Wednesday, September 07, 2005

Duke Altum's Poem of the Week #6

I can't believe it's taken me until the sixth week to post a poem from the man who is not only (if I had to pick one) my favorite all-time poet, but is also the one who almost single-handedly got me interested in poetry in the first place... one of the most lauded and respected poets in the world, Nobel Prize for Literature winner in 1995... and how great is it that he comes from a small farm in County Derry in northern Ireland? Of course I'm talking about the great Seamus Heaney.

Heaney's work has been for me nothing short of revelatory, and this selection is a perfect example of why that's so. This is without a doubt one of my favorite poems; I love it for its simplicity, its celebration of the stuff of earth, its near-sacramental vision. So simple, but so very profound. Heaney's Catholicism is inseparable from his poetry, yet it's never heavy-handed: he lets "God's grandeur" speak for itself as he sits by, quietly observing, and then powerfully recording the messages he receives in pure, crystalline, vivid images.

It is nothing short of wondrous to me that a poet of this magnitude would express that all that he has ever done in his writing career is merely an extension of his childhood games and explorations. To me, there is both great wisdom and great humility in such an attitude. That is exactly the attitude I would like to have towards the world, towards the gift of my own life and every day I've been given therein. I only wish I could express my own feelings about what I've observed as eloquently and powerfully as Heaney does in just about every one of his poems. Expect to see a lot more of his work on this site! The last four lines of this poem are about as inspiring to me as any lines I've ever read in my life... I don't understand why and probably never will, but they literally thrill my soul...

(Note: "Helicon" refers to Mount Helicon, which in Greek mythology was the mountain on which the Muses lived -- the Muses being the nine goddesses who were reputed to be the divine spirits of inspiration.)

*******

Personal Helicon

As a child, they could not keep me from wells
And old pumps with buckets and windlasses.
I loved the dark drop, the trapped sky, the smells
Of waterweed, fungus and dank moss.

One, in a brickyard, with a rotted board top.
I savoured the rich crash when a bucket
Plummeted down at the end of a rope.
So deep you saw no reflection in it.

A shallow one under a dry stone ditch
Fructified like any aquarium.
When you dragged out long roots from the soft mulch
A white face hovered over the bottom.

Others had echoes, gave back your own call
With a clean new music in it. And one
Was scaresome, for there, out of ferns and tall
Foxgloves, a rat slapped across my reflection.

Now, to pry into roots, to finger slime,
To stare, big-eyed Narcissus, into some spring
Is beneath all adult dignity. I rhyme
To see myself, to set the darkness echoing.

1 comment:

Mutt Ploughman said...

Another great poem, Duke. How'd you wait this long to put Heaney up here? Duke's been a huge Seamus Heaney fan for a while, sharing this with Billy Clinton (that's about all the shared ground there is, by the way). This poem in particular resonates pretty hard with Duke, and I remember him sharing this with me a while back on a web site in which you can hear Heaney read it (audio file) in his brogue, which certainly makes a difference, as it does with most poems. As Duke mentioned, Seamus Heaney seems to use 'remembered things', as I've heard him put it, in his poetry to represent the ongoing, self-perpetuating poet's task of exploring the world and its Maker, processing it, and uncovering the designs and truth woven in and through every created thing. That last line of this poem is a fabulous one, isn't it? You can practically HEAR the echoes. That's what you want in a poem. A resonance, a kind of lingering music, that keeps on ringing out even when you're no longer looking at the words. I suck at writing well about poetry, and God forbid I try to write poems (youthful attempts produced howlers, much UNLIKE Duke, by the way), but this is what this sort of thing does for me.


• EXERCISE DIRECTIONS: The lines to find are those in the entries that hold the word "format"; copy every one of them.

• INPUT DATA:
= = = = =
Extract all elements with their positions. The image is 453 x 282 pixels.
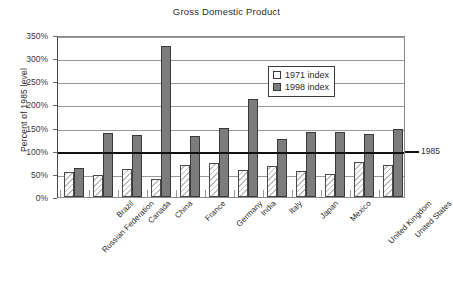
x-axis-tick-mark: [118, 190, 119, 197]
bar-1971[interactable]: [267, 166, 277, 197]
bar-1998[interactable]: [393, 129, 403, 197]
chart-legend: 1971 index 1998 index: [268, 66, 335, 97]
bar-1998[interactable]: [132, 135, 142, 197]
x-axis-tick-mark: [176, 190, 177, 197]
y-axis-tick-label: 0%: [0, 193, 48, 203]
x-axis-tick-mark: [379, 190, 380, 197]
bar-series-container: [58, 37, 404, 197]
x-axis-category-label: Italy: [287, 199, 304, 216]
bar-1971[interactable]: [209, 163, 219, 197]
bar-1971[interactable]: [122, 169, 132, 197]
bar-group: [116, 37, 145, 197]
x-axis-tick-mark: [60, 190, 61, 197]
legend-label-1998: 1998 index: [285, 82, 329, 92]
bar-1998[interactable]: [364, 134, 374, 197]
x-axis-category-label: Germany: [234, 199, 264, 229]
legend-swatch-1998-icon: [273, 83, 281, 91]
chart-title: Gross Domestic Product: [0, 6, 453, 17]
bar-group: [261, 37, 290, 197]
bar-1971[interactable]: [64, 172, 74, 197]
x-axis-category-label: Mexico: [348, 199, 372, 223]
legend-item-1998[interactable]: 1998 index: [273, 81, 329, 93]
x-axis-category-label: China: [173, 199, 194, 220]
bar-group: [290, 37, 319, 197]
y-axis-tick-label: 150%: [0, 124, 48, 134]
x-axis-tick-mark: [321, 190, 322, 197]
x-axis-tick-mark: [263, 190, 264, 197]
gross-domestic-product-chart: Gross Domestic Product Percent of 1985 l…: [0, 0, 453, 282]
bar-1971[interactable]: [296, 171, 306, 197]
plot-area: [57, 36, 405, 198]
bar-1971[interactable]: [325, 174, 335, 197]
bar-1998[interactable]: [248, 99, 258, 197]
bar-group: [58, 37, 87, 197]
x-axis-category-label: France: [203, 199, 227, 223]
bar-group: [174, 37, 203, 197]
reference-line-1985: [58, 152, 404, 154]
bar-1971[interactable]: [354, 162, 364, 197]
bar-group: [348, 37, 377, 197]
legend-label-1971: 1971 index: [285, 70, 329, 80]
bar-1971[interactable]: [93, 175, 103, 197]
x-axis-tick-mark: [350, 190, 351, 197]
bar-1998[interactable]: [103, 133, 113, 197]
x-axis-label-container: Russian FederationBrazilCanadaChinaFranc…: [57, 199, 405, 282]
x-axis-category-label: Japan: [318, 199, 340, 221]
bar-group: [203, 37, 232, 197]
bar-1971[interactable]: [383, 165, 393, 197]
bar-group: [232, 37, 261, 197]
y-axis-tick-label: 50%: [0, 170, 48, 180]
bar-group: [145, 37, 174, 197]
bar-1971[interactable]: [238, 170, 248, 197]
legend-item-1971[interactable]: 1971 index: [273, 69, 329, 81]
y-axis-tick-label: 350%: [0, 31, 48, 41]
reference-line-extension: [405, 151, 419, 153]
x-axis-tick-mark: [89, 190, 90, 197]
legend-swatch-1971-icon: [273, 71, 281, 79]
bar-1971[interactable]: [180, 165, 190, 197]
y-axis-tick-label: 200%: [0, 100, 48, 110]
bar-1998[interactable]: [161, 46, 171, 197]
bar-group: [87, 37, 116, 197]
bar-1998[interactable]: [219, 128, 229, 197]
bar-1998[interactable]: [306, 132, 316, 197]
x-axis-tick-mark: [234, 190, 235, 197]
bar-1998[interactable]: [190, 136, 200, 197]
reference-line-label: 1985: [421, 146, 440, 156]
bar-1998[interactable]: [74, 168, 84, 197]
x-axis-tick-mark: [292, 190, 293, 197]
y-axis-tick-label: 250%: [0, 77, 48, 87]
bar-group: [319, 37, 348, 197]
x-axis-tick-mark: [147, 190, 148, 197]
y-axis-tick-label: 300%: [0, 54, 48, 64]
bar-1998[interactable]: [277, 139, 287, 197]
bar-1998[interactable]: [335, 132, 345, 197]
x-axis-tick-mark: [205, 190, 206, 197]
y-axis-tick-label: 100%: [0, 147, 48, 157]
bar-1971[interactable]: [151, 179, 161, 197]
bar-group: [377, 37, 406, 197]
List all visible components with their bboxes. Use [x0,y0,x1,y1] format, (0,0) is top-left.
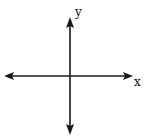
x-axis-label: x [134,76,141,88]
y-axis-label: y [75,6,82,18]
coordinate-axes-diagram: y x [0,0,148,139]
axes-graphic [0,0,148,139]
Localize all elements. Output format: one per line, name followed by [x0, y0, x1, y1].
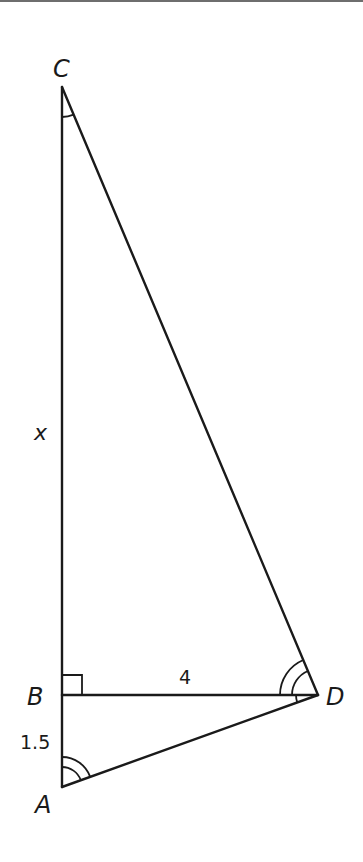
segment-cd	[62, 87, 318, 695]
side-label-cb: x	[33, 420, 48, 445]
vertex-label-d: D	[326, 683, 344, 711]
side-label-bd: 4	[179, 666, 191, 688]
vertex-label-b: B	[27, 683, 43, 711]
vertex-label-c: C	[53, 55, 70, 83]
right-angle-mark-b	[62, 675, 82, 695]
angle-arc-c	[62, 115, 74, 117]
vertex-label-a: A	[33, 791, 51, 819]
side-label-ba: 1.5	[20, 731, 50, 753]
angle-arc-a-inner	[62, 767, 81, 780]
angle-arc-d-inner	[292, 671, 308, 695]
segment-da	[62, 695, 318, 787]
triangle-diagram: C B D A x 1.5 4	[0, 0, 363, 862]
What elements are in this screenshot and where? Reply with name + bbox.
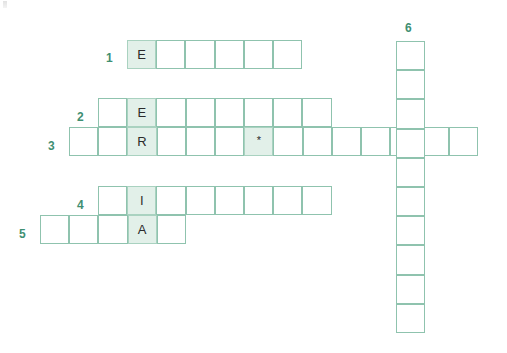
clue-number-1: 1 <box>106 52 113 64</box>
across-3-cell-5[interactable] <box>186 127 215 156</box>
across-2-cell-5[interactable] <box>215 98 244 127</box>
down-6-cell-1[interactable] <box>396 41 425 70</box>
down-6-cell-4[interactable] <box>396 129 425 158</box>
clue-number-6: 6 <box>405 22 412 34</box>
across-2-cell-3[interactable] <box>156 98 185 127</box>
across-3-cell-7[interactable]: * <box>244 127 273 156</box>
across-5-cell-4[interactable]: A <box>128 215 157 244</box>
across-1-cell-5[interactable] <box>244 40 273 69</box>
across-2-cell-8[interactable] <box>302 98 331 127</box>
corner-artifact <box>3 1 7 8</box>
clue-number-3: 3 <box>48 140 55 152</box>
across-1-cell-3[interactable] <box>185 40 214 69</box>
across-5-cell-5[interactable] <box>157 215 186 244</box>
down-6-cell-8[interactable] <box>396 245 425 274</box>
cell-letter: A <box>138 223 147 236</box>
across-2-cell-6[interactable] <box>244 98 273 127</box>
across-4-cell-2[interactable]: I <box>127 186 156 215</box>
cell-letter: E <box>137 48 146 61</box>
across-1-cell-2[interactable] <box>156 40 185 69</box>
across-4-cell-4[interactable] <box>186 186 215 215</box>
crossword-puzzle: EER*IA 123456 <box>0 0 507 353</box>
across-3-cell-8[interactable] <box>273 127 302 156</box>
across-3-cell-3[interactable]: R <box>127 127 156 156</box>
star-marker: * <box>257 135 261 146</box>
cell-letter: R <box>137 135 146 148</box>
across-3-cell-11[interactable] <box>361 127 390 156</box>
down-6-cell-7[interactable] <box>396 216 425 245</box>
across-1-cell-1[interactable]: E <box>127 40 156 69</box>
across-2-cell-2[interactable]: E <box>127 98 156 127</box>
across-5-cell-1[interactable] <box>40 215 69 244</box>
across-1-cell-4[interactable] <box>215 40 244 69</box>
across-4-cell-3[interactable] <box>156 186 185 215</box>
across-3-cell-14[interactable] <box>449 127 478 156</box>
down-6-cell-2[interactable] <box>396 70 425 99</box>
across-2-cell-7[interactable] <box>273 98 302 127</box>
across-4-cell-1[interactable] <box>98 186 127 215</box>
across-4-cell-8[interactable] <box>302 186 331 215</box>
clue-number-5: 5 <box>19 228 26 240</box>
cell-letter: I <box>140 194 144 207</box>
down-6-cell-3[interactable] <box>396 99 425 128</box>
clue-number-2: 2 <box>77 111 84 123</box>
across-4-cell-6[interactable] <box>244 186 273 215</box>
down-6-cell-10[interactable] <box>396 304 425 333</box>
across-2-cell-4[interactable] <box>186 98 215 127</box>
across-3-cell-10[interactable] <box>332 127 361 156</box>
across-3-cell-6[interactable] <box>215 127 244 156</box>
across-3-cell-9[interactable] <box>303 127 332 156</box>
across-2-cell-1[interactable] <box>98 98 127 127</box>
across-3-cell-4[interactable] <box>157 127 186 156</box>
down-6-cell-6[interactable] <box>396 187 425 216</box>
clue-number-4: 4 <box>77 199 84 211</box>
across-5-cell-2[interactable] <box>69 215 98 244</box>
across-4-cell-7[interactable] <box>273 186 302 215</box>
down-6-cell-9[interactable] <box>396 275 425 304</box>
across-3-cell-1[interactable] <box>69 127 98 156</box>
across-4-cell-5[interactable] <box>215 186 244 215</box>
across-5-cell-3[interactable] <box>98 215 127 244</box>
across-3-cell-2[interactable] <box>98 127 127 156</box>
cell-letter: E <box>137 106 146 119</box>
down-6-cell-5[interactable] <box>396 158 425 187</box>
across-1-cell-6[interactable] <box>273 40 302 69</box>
= = = = =
• SOLUTION FOR THIS TASK:
List all visible components with their bboxes. Use [x0,y0,x1,y1] format, (0,0) is top-left.
Localize all elements. Output format: one per line, name followed by [x0, y0, x1, y1].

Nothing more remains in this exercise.